A Redditor Reminisces on Outrunning the 2004 Tsunami
“Never Forget” is often the immediate reflection on devastating tragedy, but as the media and its consumers move on in an information-saturated world, it becomes increasingly easy to forget the past.
After the jump, redditor warium recounts how he and his family outran the 2004 Indian Ocean earthquake and tsunami. With the relative lack of first-hand English-language accounts, it sheds new light on just how horrifying and unprepared many locations are for natural disaster.
[A]t this point we still don’t know what is going on, but then slowly we see water starting to trickle up, and all of a sudden the water is all around us, and is about 1 meter (3 feet) form our floor. When the first real wave came up to us, it his the outer wall of the hotel. 50cm of reinforced concrete, and it snapped like a cracker. Luckily it took most of the force so only some of the hotels walls broke, and it remained standing. The water stayed up like that for what seemed like forever.
Then it started to go down again. When it was a bid down, we didnt know what to do, but in comes the police and tells us that another wave is coming and that we have to make a run for it. So we did, i just started to run as fast as i could, through peoples gardens, bushes and mostly anything, just trying to get away from the water, that was rising again behind me. I then realize that i was running by myself, and had outrun everyone else. It is then that i realize that i can keep going on my own or i can run back towards the water and my family. I do the later. My dad is carrying the boy, my mom had hurt her foot, and my sister was only 12 at the time. So i had to slow down and help them. I was 17 at the time.
Fellow redditor Chairboy, who tragically lost his brother and his brother’s girlfriend in the disaster, also noted:
250k is just a number without context, and I some days I look around and feel shocked that the world has just ‘moved on’. I know there’s no alternative, we have to move on after events, but it feels like everything should be… different.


> **WORK ITEM**
Print the data exactly as written, line for line, and leave its pictures behind.
————
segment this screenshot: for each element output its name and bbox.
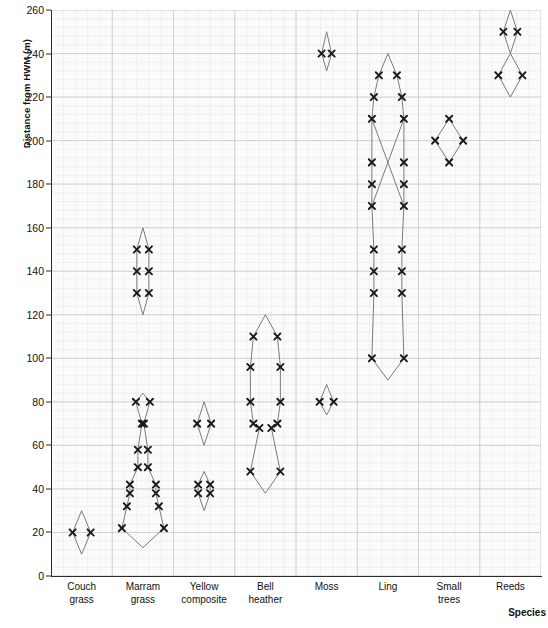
y-tick-label: 160	[0, 222, 44, 234]
kite-diagram: Distance from HWM (m) 020406080100120140…	[0, 0, 548, 628]
x-category-label-line: trees	[403, 594, 495, 607]
kite-bell-heather	[247, 315, 283, 494]
y-tick-label: 140	[0, 265, 44, 277]
y-tick-label: 20	[0, 526, 44, 538]
kite-outline	[250, 315, 280, 494]
kite-ling	[369, 54, 407, 381]
y-tick-mark	[46, 358, 51, 359]
x-category-label-line: Reeds	[464, 581, 548, 594]
kite-yellow-composite	[194, 402, 214, 511]
y-tick-mark	[46, 140, 51, 141]
x-axis-title: Species	[508, 607, 546, 618]
y-tick-mark	[46, 53, 51, 54]
y-tick-label: 200	[0, 135, 44, 147]
y-tick-mark	[46, 271, 51, 272]
kite-couch-grass	[70, 511, 94, 555]
y-tick-mark	[46, 576, 51, 577]
kite-outline	[137, 228, 149, 315]
y-tick-mark	[46, 488, 51, 489]
y-tick-label: 40	[0, 483, 44, 495]
kite-outline	[73, 511, 91, 555]
y-tick-label: 240	[0, 48, 44, 60]
y-tick-mark	[46, 97, 51, 98]
y-tick-mark	[46, 10, 51, 11]
y-tick-label: 220	[0, 91, 44, 103]
kite-outline	[498, 54, 522, 98]
kite-outline	[435, 119, 463, 163]
y-tick-label: 60	[0, 439, 44, 451]
kite-moss	[317, 32, 337, 415]
y-tick-label: 120	[0, 309, 44, 321]
y-tick-label: 180	[0, 178, 44, 190]
x-axis-labels: CouchgrassMarramgrassYellowcompositeBell…	[51, 581, 542, 623]
y-tick-label: 100	[0, 352, 44, 364]
kite-outline	[197, 402, 211, 446]
kite-small-trees	[432, 116, 466, 166]
plot-area	[51, 10, 541, 576]
kite-series-layer	[51, 10, 541, 576]
y-tick-label: 80	[0, 396, 44, 408]
y-tick-mark	[46, 532, 51, 533]
x-category-label-line: heather	[219, 594, 311, 607]
y-tick-label: 260	[0, 4, 44, 16]
kite-marram-grass	[119, 228, 167, 548]
kite-outline	[503, 10, 517, 54]
kite-outline	[122, 393, 164, 548]
x-axis-line	[51, 576, 542, 577]
x-category-label: Reeds	[464, 581, 548, 594]
y-tick-mark	[46, 445, 51, 446]
kite-reeds	[495, 10, 525, 97]
y-tick-mark	[46, 184, 51, 185]
y-tick-mark	[46, 401, 51, 402]
y-axis-line	[51, 10, 52, 577]
kite-outline	[372, 54, 404, 381]
y-tick-mark	[46, 314, 51, 315]
y-tick-mark	[46, 227, 51, 228]
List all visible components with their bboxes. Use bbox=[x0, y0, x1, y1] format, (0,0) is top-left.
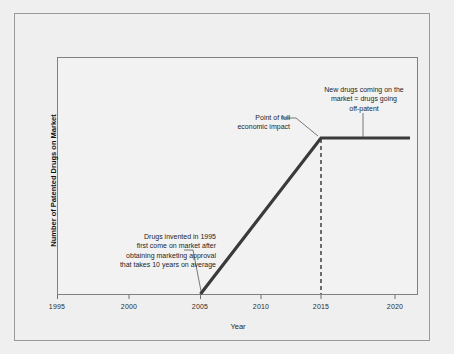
chart-graphics bbox=[0, 0, 454, 354]
annotation-invention-line-1: Drugs invented in 1995 bbox=[66, 232, 216, 241]
x-tick-label-2010: 2010 bbox=[253, 303, 269, 310]
annotation-full-impact-line-1: Point of full bbox=[180, 113, 290, 122]
data-series-line bbox=[201, 138, 411, 294]
annotation-invention-line-4: that takes 10 years on average bbox=[66, 260, 216, 269]
annotation-full-impact-line-2: economic impact bbox=[180, 122, 290, 131]
chart-figure: 1995 2000 2005 2010 2015 2020 Year Numbe… bbox=[0, 0, 454, 354]
x-tick-label-2020: 2020 bbox=[387, 303, 403, 310]
x-tick-label-2005: 2005 bbox=[192, 303, 208, 310]
annotation-off-patent-balance: New drugs coming on the market = drugs g… bbox=[308, 85, 420, 113]
annotation-invention-lag: Drugs invented in 1995 first come on mar… bbox=[66, 232, 216, 270]
annotation-off-patent-line-2: market = drugs going bbox=[308, 94, 420, 103]
y-axis-title: Number of Patented Drugs on Market bbox=[49, 71, 58, 291]
x-tick-label-2000: 2000 bbox=[121, 303, 137, 310]
annotation-off-patent-line-1: New drugs coming on the bbox=[308, 85, 420, 94]
x-axis-title: Year bbox=[230, 322, 245, 331]
x-tick-label-1995: 1995 bbox=[49, 303, 65, 310]
annotation-invention-line-3: obtaining marketing approval bbox=[66, 251, 216, 260]
annotation-off-patent-line-3: off-patent bbox=[308, 104, 420, 113]
annotation-invention-line-2: first come on market after bbox=[66, 241, 216, 250]
x-axis-ticks bbox=[58, 295, 396, 299]
x-tick-label-2015: 2015 bbox=[313, 303, 329, 310]
annotation-full-economic-impact: Point of full economic impact bbox=[180, 113, 290, 132]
————
> **SOLUTION TO THIS TASK**
segment this screenshot: for each element output its name and bbox.
y-tick-label: 160	[0, 222, 44, 234]
kite-diagram: Distance from HWM (m) 020406080100120140…	[0, 0, 548, 628]
x-category-label-line: trees	[403, 594, 495, 607]
kite-bell-heather	[247, 315, 283, 494]
y-tick-label: 140	[0, 265, 44, 277]
y-tick-label: 20	[0, 526, 44, 538]
kite-outline	[250, 315, 280, 494]
kite-ling	[369, 54, 407, 381]
y-tick-mark	[46, 358, 51, 359]
x-category-label-line: Reeds	[464, 581, 548, 594]
kite-yellow-composite	[194, 402, 214, 511]
y-tick-mark	[46, 140, 51, 141]
x-axis-title: Species	[508, 607, 546, 618]
y-tick-mark	[46, 53, 51, 54]
y-tick-label: 200	[0, 135, 44, 147]
y-tick-mark	[46, 271, 51, 272]
kite-couch-grass	[70, 511, 94, 555]
y-tick-mark	[46, 576, 51, 577]
kite-outline	[137, 228, 149, 315]
y-tick-mark	[46, 488, 51, 489]
y-tick-label: 40	[0, 483, 44, 495]
kite-outline	[73, 511, 91, 555]
y-tick-label: 240	[0, 48, 44, 60]
y-tick-mark	[46, 97, 51, 98]
y-tick-mark	[46, 10, 51, 11]
y-tick-label: 220	[0, 91, 44, 103]
kite-outline	[498, 54, 522, 98]
kite-outline	[435, 119, 463, 163]
y-tick-label: 60	[0, 439, 44, 451]
kite-moss	[317, 32, 337, 415]
y-tick-label: 120	[0, 309, 44, 321]
y-tick-label: 180	[0, 178, 44, 190]
x-axis-labels: CouchgrassMarramgrassYellowcompositeBell…	[51, 581, 542, 623]
y-tick-label: 100	[0, 352, 44, 364]
kite-outline	[197, 402, 211, 446]
kite-small-trees	[432, 116, 466, 166]
plot-area	[51, 10, 541, 576]
kite-series-layer	[51, 10, 541, 576]
y-tick-label: 80	[0, 396, 44, 408]
y-tick-mark	[46, 532, 51, 533]
x-category-label-line: heather	[219, 594, 311, 607]
y-tick-label: 260	[0, 4, 44, 16]
kite-marram-grass	[119, 228, 167, 548]
kite-outline	[503, 10, 517, 54]
kite-outline	[122, 393, 164, 548]
x-axis-line	[51, 576, 542, 577]
x-category-label: Reeds	[464, 581, 548, 594]
y-tick-mark	[46, 445, 51, 446]
kite-reeds	[495, 10, 525, 97]
y-tick-mark	[46, 184, 51, 185]
y-tick-mark	[46, 401, 51, 402]
y-axis-line	[51, 10, 52, 577]
kite-outline	[372, 54, 404, 381]
y-tick-mark	[46, 314, 51, 315]
y-tick-mark	[46, 227, 51, 228]
List all visible components with their bboxes. Use bbox=[x0, y0, x1, y1] format, (0,0) is top-left.
chart-graphics bbox=[0, 0, 454, 354]
annotation-invention-line-1: Drugs invented in 1995 bbox=[66, 232, 216, 241]
x-tick-label-2010: 2010 bbox=[253, 303, 269, 310]
annotation-full-impact-line-1: Point of full bbox=[180, 113, 290, 122]
data-series-line bbox=[201, 138, 411, 294]
annotation-invention-line-4: that takes 10 years on average bbox=[66, 260, 216, 269]
annotation-full-impact-line-2: economic impact bbox=[180, 122, 290, 131]
chart-figure: 1995 2000 2005 2010 2015 2020 Year Numbe… bbox=[0, 0, 454, 354]
x-tick-label-2020: 2020 bbox=[387, 303, 403, 310]
x-tick-label-2005: 2005 bbox=[192, 303, 208, 310]
annotation-off-patent-balance: New drugs coming on the market = drugs g… bbox=[308, 85, 420, 113]
annotation-invention-lag: Drugs invented in 1995 first come on mar… bbox=[66, 232, 216, 270]
annotation-off-patent-line-2: market = drugs going bbox=[308, 94, 420, 103]
y-axis-title: Number of Patented Drugs on Market bbox=[49, 71, 58, 291]
x-tick-label-2000: 2000 bbox=[121, 303, 137, 310]
annotation-off-patent-line-1: New drugs coming on the bbox=[308, 85, 420, 94]
x-axis-title: Year bbox=[230, 322, 245, 331]
x-tick-label-1995: 1995 bbox=[49, 303, 65, 310]
annotation-invention-line-3: obtaining marketing approval bbox=[66, 251, 216, 260]
annotation-off-patent-line-3: off-patent bbox=[308, 104, 420, 113]
annotation-invention-line-2: first come on market after bbox=[66, 241, 216, 250]
x-axis-ticks bbox=[58, 295, 396, 299]
x-tick-label-2015: 2015 bbox=[313, 303, 329, 310]
annotation-full-economic-impact: Point of full economic impact bbox=[180, 113, 290, 132]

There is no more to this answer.